Pres. Uchtdorf, "What Is Truth?", 2013For those who already embrace the truth, [Satan's] primary strategy is to spread the seeds of doubt.
Pres. Monson, "Reach Out to Others", 2007Reaching out to others is one way you can share the gospel every day. Each time you tell the truth, are helpful and kind to your friends, or live the gospel standards, you are sharing the gospel. When you do these things, you are planting tiny seeds of the gospel in people’s hearts. Some of those seeds may someday grow into beautiful, strong testimonies of the gospel.

Felicien Rops
The Satanic. Satan Sowing Tares, 1882

Armand Cambon
Sowing Angel, c. 1860

Sergey Solomko
New Russia - Sow a reasonable, good, eternal . . .

Sowing new seed Painting by Sir William Orpen
Explanation of the final image:
http://angustrumble.blogspot.com/2008/12/sowing-new-seed-orpen-ireland-and.htmlOrpen gathered five allegorical figures into the shallow foreground space. A partly clothed nude holds in her upturned palm a handful of seeds, and sprinkles them on the ground. As we shall see, at various times Orpen claimed she symbolized various different things, but initially, at least, he appears to have let it be known that she represented the spirit of new ideas, progress in art, modernity. She is accompanied by her intellectual progeny, the naked infants who play in the center foreground. The peasant couple standing next to the gnarled tree on the right—the man is dressed in “Sunday black”—reflects Orpen’s low opinion of the attitudes and policies of the agriculture department in relation to art—as indeed does the unpromising setting, a tumbledown farmhouse and pig-pen, an eyesore on the otherwise picturesque Hill of Howth, overlooking Dublin Bay.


What you are asked to do: Please keep the images out and set down the data exactly as given.
########################################
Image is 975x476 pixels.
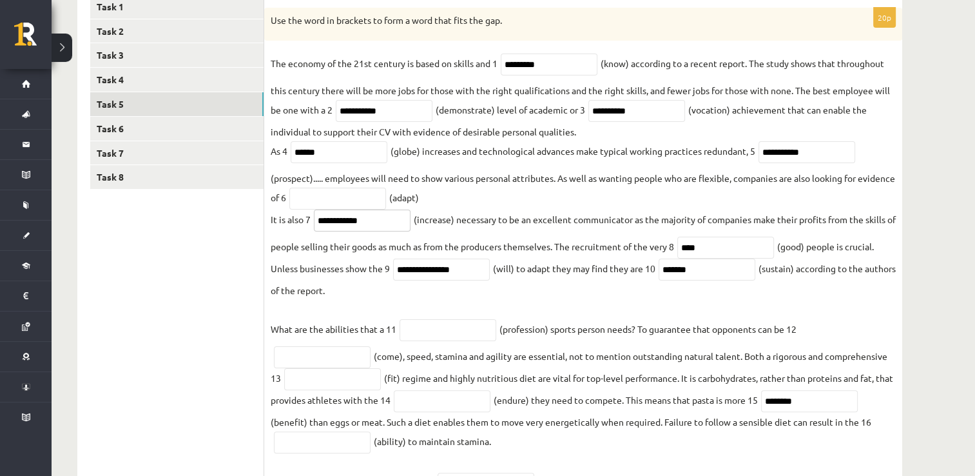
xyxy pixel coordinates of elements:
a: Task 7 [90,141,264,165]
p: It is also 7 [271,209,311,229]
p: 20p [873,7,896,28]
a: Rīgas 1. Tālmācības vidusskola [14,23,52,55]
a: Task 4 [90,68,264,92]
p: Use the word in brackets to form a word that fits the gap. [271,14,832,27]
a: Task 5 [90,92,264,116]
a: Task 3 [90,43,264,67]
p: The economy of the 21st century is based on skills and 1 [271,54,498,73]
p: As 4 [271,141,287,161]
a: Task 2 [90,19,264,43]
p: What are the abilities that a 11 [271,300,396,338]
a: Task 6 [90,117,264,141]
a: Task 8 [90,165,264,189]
########################################
Solution for this exercise:
Image is 975x476 pixels.
xyxy pixel coordinates of elements:
a: Task 7 [90,141,264,165]
p: It is also 7 [271,209,311,229]
p: 20p [873,7,896,28]
a: Rīgas 1. Tālmācības vidusskola [14,23,52,55]
a: Task 4 [90,68,264,92]
p: Use the word in brackets to form a word that fits the gap. [271,14,832,27]
a: Task 5 [90,92,264,116]
a: Task 3 [90,43,264,67]
p: The economy of the 21st century is based on skills and 1 [271,54,498,73]
p: As 4 [271,141,287,161]
a: Task 2 [90,19,264,43]
p: What are the abilities that a 11 [271,300,396,338]
a: Task 6 [90,117,264,141]
a: Task 8 [90,165,264,189]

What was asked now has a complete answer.